The best brands of course are Kohler, Franke and Blanco. But you don’t have to break the banco with one of their sinks – yes, it is possible to, but you can select one on the lower end of their price spectrums.

• Kitchen faucet: ditto. The range in pricing in plumbing fixtures in general is huge – you can buy a faucet for less than $100 or buy one for more than $1,000.


But don’t spend less than $250-300 on your kitchen faucet – the money you save initially will be spent later in frustration and then eventual repairs and/or replacement.

Delta and Moen make beautiful fixtures in a ‘mid-price point range’, as does Kohler. Friends of mine spent $100 on a new kitchen faucet – the kind where you can pull the sprayer out of the tap and put it back in. They had to wrestle to get it back in from the get-go, and after 2 years, it won’t go back in at all and now hangs unattractively from the tap 24/7.

I spent $300 on the Delta Allora which has magnetic strips to keep the sprayer tightly snuggled in the faucet – it’s easy to take out, a snap to put back, and after 2 years, it looks as good as the day it went in.

So – where to save in the kitchen then? Cabinetry is a good place to start. Ikea and other cabinet makers using mdf can make great looking cabinets that do stand up to wear and tear relatively, for the price point. And with your sparkling stainless steel sink and beautiful faucet(s), it will look very much like a high-end kitchen.

• Powder room: I find pedestal sinks in a main bathroom unpractical (although gorgeous), but they are perfect for a powder room where its function is to simply wash up after using the lavatory.


If you want to install a pedestal sink in a powder room, just make sure that the scale of the sink is in keeping both with the room size and the general ‘stature’ of the house.

Examples: American Standard makes some attractively-shaped pedestal sinks at very reasonable prices, and given the right room / situation, I would consider installing one of them – perhaps in a basement bathroom in an older home, if the bathroom was small and maybe even lower ceiling height.


I say that because the scale of the American Standard pedestal sinks is small.

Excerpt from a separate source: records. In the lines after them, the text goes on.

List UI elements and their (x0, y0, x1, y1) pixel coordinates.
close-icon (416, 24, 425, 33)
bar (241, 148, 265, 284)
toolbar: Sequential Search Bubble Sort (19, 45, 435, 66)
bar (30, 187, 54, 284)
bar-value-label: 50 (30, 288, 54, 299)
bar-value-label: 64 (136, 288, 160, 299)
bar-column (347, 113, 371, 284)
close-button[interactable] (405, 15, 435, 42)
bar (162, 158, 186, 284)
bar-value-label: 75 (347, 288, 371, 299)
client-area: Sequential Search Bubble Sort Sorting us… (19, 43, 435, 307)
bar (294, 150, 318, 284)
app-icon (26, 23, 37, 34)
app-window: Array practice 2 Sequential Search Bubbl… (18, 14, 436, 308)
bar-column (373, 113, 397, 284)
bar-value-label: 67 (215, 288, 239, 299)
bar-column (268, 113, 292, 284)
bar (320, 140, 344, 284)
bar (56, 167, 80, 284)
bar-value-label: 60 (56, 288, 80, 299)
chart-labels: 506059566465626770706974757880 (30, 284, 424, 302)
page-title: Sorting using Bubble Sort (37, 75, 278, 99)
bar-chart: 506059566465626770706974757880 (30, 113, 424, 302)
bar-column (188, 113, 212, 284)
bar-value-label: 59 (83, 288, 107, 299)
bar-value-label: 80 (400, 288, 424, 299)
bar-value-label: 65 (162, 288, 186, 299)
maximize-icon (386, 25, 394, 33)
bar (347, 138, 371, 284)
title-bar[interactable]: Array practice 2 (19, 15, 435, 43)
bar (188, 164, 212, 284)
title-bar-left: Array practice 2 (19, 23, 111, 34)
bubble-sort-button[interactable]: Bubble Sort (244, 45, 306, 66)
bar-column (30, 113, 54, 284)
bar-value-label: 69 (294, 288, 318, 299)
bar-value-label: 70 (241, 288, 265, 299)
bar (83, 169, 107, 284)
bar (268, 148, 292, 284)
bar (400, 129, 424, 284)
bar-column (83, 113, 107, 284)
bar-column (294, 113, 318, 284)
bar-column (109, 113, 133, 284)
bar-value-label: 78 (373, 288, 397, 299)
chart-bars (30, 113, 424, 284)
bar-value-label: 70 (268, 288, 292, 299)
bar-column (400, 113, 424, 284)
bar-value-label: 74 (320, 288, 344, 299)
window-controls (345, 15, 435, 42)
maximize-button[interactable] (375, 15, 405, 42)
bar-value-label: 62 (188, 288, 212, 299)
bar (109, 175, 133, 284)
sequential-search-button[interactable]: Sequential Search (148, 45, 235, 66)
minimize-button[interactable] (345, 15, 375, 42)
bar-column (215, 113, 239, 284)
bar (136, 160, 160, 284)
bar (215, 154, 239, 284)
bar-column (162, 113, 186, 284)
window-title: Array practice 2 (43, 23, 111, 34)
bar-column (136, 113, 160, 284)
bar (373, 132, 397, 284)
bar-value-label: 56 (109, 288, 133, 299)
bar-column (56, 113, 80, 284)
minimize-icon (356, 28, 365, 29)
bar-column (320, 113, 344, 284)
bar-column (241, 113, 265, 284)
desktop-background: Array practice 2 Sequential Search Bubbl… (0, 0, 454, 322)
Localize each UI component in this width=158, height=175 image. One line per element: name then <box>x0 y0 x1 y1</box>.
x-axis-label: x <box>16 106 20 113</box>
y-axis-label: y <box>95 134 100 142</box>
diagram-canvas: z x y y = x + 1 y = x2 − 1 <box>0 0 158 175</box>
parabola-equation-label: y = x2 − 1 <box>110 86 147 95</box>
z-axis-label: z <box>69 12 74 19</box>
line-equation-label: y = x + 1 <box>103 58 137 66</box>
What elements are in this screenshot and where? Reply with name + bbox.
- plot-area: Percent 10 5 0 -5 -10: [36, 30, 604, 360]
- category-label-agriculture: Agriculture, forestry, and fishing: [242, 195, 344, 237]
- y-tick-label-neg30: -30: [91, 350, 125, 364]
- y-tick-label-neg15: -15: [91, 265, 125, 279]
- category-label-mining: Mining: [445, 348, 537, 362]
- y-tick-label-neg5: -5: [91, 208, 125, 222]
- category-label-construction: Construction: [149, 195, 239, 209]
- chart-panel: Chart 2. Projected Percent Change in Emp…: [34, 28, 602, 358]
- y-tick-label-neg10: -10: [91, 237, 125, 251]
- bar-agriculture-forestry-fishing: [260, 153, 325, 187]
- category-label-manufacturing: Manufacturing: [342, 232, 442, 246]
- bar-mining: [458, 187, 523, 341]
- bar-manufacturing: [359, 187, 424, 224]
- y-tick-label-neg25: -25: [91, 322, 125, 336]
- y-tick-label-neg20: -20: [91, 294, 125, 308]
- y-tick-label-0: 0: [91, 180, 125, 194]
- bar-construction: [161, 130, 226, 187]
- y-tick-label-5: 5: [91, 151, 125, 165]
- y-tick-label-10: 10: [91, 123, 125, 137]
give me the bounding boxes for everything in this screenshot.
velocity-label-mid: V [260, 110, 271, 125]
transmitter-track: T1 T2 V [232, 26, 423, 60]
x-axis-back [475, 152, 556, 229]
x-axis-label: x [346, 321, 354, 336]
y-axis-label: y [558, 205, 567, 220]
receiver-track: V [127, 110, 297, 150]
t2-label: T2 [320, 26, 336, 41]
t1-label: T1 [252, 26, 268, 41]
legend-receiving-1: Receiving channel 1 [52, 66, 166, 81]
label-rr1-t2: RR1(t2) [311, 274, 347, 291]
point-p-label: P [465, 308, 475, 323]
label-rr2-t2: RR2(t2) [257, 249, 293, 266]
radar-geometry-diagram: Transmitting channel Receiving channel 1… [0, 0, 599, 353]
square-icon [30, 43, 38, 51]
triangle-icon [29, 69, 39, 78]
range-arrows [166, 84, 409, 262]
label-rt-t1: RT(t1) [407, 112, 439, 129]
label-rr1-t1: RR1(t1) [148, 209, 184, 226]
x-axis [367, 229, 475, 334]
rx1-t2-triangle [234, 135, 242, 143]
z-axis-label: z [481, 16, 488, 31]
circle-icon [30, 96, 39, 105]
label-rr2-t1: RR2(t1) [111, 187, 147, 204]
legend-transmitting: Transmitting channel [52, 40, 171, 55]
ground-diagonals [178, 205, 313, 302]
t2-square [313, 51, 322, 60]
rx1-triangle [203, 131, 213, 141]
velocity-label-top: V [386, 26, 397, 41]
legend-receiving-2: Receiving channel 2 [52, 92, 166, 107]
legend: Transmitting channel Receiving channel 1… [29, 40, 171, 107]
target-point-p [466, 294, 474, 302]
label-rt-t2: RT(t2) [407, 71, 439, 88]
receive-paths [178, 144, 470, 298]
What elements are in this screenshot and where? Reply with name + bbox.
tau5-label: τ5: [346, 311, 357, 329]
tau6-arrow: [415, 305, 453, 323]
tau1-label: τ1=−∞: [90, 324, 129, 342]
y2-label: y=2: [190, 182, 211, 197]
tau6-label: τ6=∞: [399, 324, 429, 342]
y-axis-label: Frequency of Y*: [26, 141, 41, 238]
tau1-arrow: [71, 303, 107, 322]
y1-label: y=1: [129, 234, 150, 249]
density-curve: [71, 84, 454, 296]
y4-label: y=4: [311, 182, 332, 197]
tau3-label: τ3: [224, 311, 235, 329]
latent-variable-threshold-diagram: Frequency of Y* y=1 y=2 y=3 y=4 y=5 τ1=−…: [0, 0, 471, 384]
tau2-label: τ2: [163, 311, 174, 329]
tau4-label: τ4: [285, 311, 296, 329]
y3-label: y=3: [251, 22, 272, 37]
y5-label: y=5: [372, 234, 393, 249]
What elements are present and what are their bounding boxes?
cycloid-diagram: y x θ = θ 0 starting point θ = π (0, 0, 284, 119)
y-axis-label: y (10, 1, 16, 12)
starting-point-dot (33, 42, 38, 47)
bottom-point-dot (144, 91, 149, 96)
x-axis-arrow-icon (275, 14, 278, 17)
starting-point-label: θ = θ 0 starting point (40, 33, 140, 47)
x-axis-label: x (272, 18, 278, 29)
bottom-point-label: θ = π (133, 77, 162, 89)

It wouldn’t look right or ‘do justice’, for example, in a powder room on a main living level where architectural enhancements such as mouldings and a higher ceiling command a more ‘substantial’-looking sink.

Yes, a Kohler pedestal sink is almost 4-5x the price of an American Standard one, but don’t save here if your room/architectural details command more – choose less expensive floor tiles instead and install them in a more creative pattern (eg. diagonally or accents in the pattern).


You can also save on the mirror and lighting in this example, because those are items you’ll be able to get good bang for your buck on – and, they’ll look even better when installed with your fabulous, correctly-scaled and appropriately-‘statured’ pedestal sink.